Adam's Ark
Style: Average
Attitude: Some Care Needed → Fairly Positive
In Brief: Family strain caused by an autistic child. Hidden strengths behind apparently disadvantaged boy. Ecological slant to humans' treatment of the planet.
Publisher: Viking
Published in: 1990
Age Range: Pre Teens
Period: Contemporary
Genres: Animal , Thought-provoking
Characters:
- Adam is a boy suffering from autism who discovers he can communicate with animals and indeed has a particular role to play in helping them.
- Oscar is Adam's cat, the first animal with whom he communicates.
- Derek, Adam's father, is a scientist, working in the local laboratories and using animals for experimentation, including Oscar's kittens.
Synopsis:
Adam, unable to communicate with other humans on account of his autism, finds that he can talk to animals telepathically, and this helps him become more confident as he tries to find out why he should have been chosen to receive this particular gift. He befriends the local zookeeper and asks the animals there to tell him their stories in the hope that this will help him discover his own.
Notes:
Literary: Since most of the narrative is seen through the eyes of a young boy, the style and vocabulary are undemanding. I found the characterisation fairly flat even among the principal two or three characters and certainly outside them. Adam says and thinks quite a bit, but you rather have the feeling that he's reproducing the author's speech bubbles.
Family: Adam is his parents' only child, and the early part of the book shows how much strain it puts on a family to have a child suffering from autism. Understandably his mother, who spends the most time with him, has the most patience with him, but his father is frustrated at Adam's apparent stupidity. The distance between them is compounded by the fact that Derek works at the local laboratory where they experiment on animals.
Ecology: The book is in effect a warning bell for those who take too little care of the natural world, and in particular of the animals. Adam, through his discussions with the various animals he meets, is told how much they suffer and for how much humans are responsible. Finally he talks to the dolphins, who tell him that he was chosen (by them) to be a modern-day Noah, keeping animals safe from Mankind. Clearly, the idea of Mammalogue (a language which all mammals speak and which humans initially know but soon forget) is a convenient plot device to let the author speak through the animals Adam meets, but I find myself rather tired of the line that animals necessarily know better than humans just because... well, just because. Clearly, humans don't get everything right, but why should animals be any more perfect in this regard?
Despite all the photographs, films and videos Adam had seen before, faced with the gigantic grey beasts standing in front of him, ears flapping, trunks swinging, feet trampling the ground and raising clouds of dust, Adam couldn't help gasping at their sheer enormity. He stood there staring at them: unable to think.
Unable to use Mammalogue.
In the end it was one of the elephants who communicated first.
“So you finally decided to visit us,” the largest male thought to Adam.
The sound in his head was deeper than anything the boy had heard before. It was a bit like talking in an empty room — echoing and solemn.
“I was coming,” Adam thought back. “I...”
“Well, you certainly took your time about meeting the most impressive mammal that ever walked the earth,” the elephant snorted.
“And the most modest?”
“Modesty be blowed. Just look at me,” it thought, and with its ears fully extended it tilted back its head, raised its trunk and trumpeted so loudly that the noise bounced all round the zoo. For a moment, every other squeak, chatter, grunt, growl and roar ceased.
“Hear the respect I command,” the elephant thought proudly.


▸ Try it: Starting with the line that contains "At what (x,y)", give again exactly and only each line through the end of the records; include the last line and exclude pictures.

▸ Data entries:
---*---

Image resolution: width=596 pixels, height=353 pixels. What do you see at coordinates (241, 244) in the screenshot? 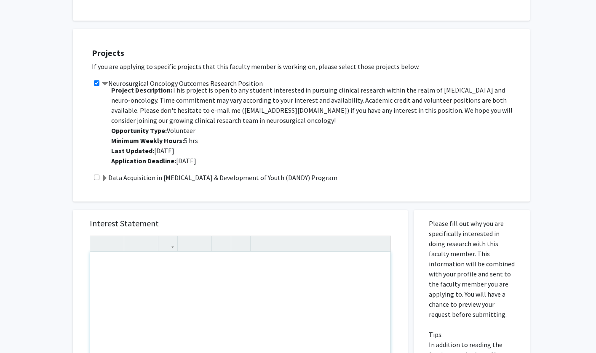
I see `button: Insert horizontal rule` at bounding box center [241, 244].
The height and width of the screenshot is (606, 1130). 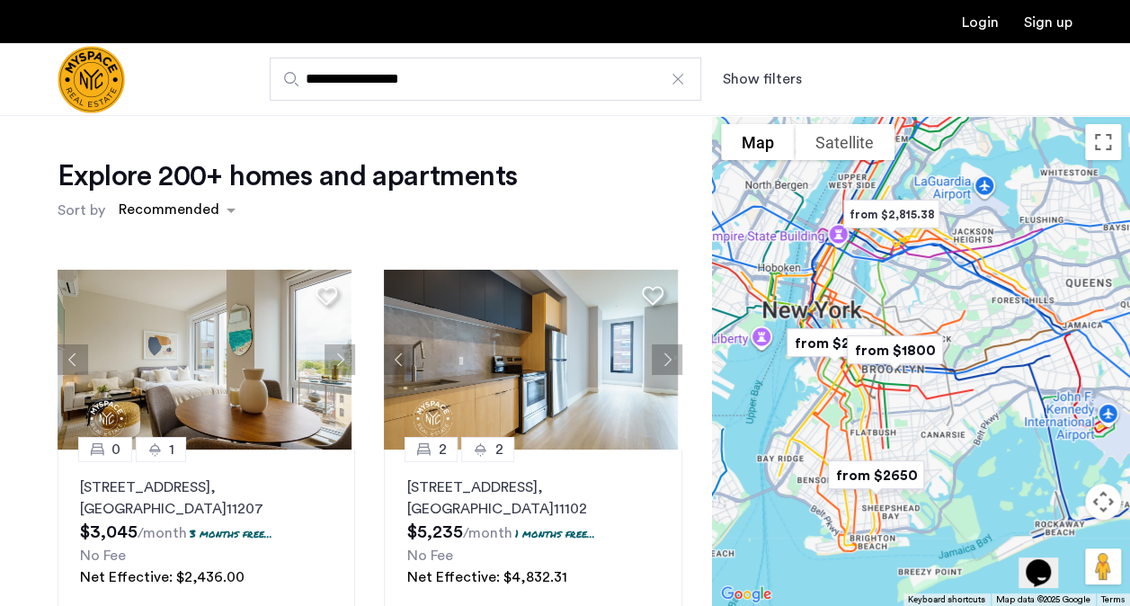 I want to click on img: 1997_638519001096654587.png, so click(x=204, y=360).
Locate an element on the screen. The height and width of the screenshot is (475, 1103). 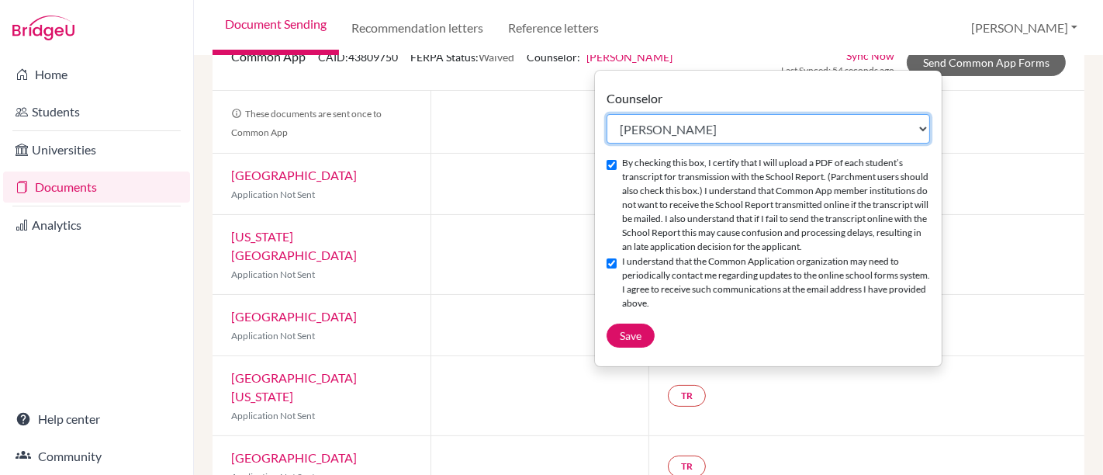
button: Save is located at coordinates (631, 335).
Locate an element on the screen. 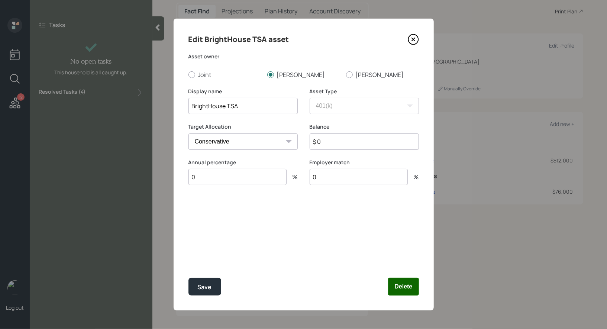 The width and height of the screenshot is (607, 329). button: Delete is located at coordinates (403, 286).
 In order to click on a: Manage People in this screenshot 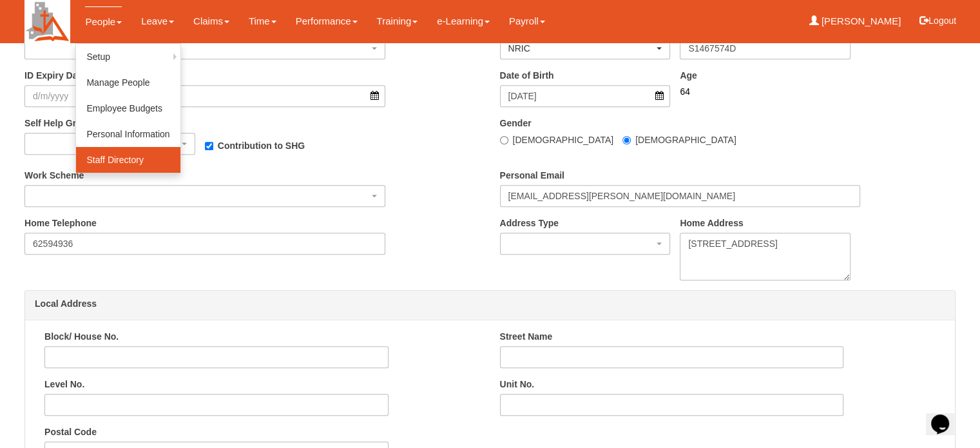, I will do `click(128, 82)`.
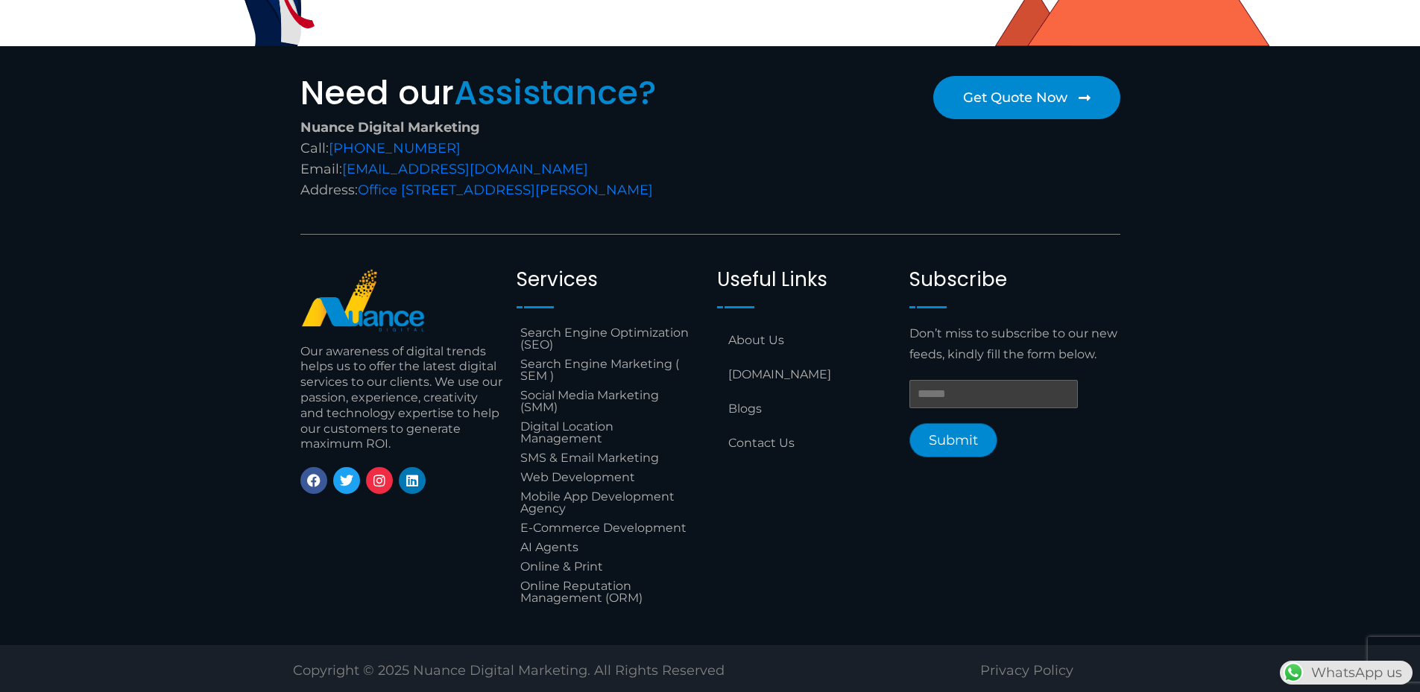 The image size is (1420, 692). Describe the element at coordinates (1014, 279) in the screenshot. I see `h2: Subscribe` at that location.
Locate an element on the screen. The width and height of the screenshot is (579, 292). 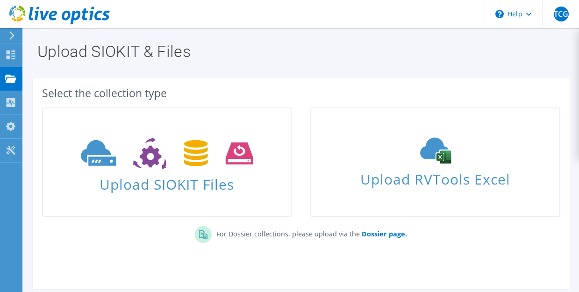
a: Upload RVTools Excel is located at coordinates (435, 162).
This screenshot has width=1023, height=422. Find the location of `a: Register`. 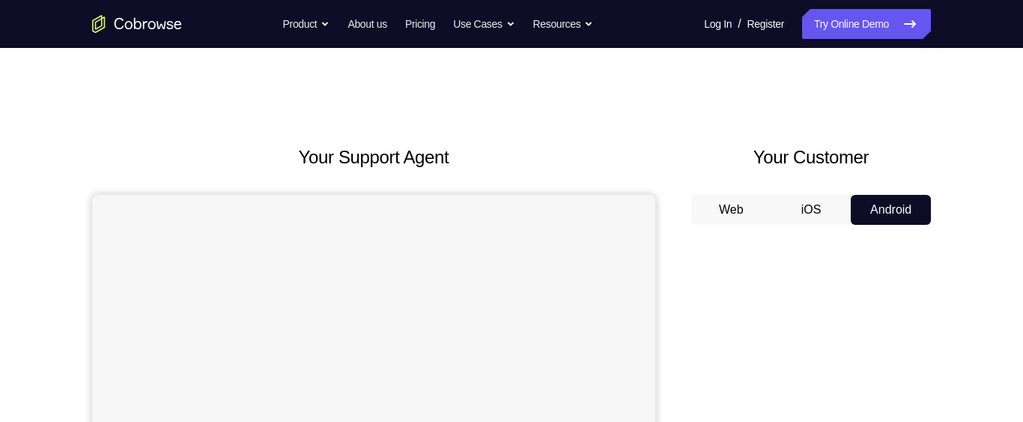

a: Register is located at coordinates (765, 24).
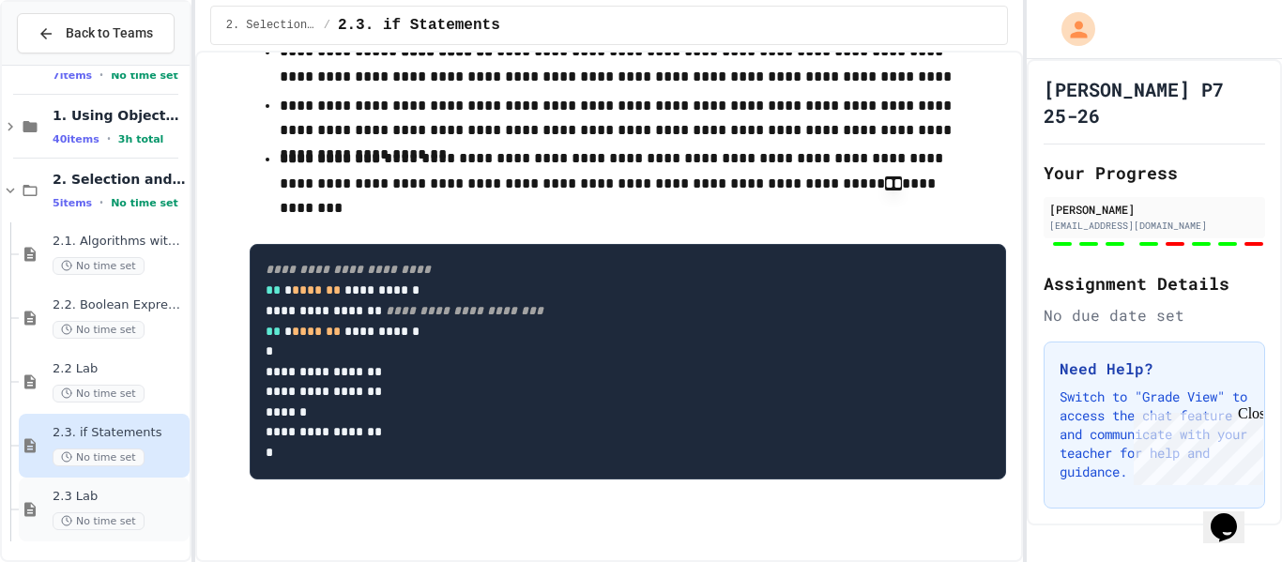  What do you see at coordinates (1154, 173) in the screenshot?
I see `h2: Your Progress` at bounding box center [1154, 173].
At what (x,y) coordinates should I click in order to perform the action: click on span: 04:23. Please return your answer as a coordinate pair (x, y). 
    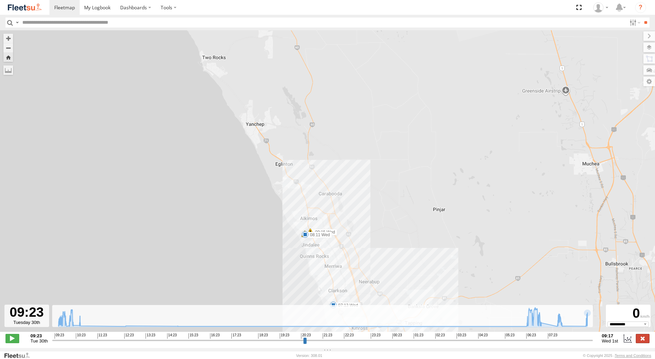
    Looking at the image, I should click on (483, 336).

---*---

▸ Result for this task:
At what (x,y) coordinates should I click in order to perform the action: click on span: 04:23. Please return your answer as a coordinate pair (x, y). 
    Looking at the image, I should click on (483, 336).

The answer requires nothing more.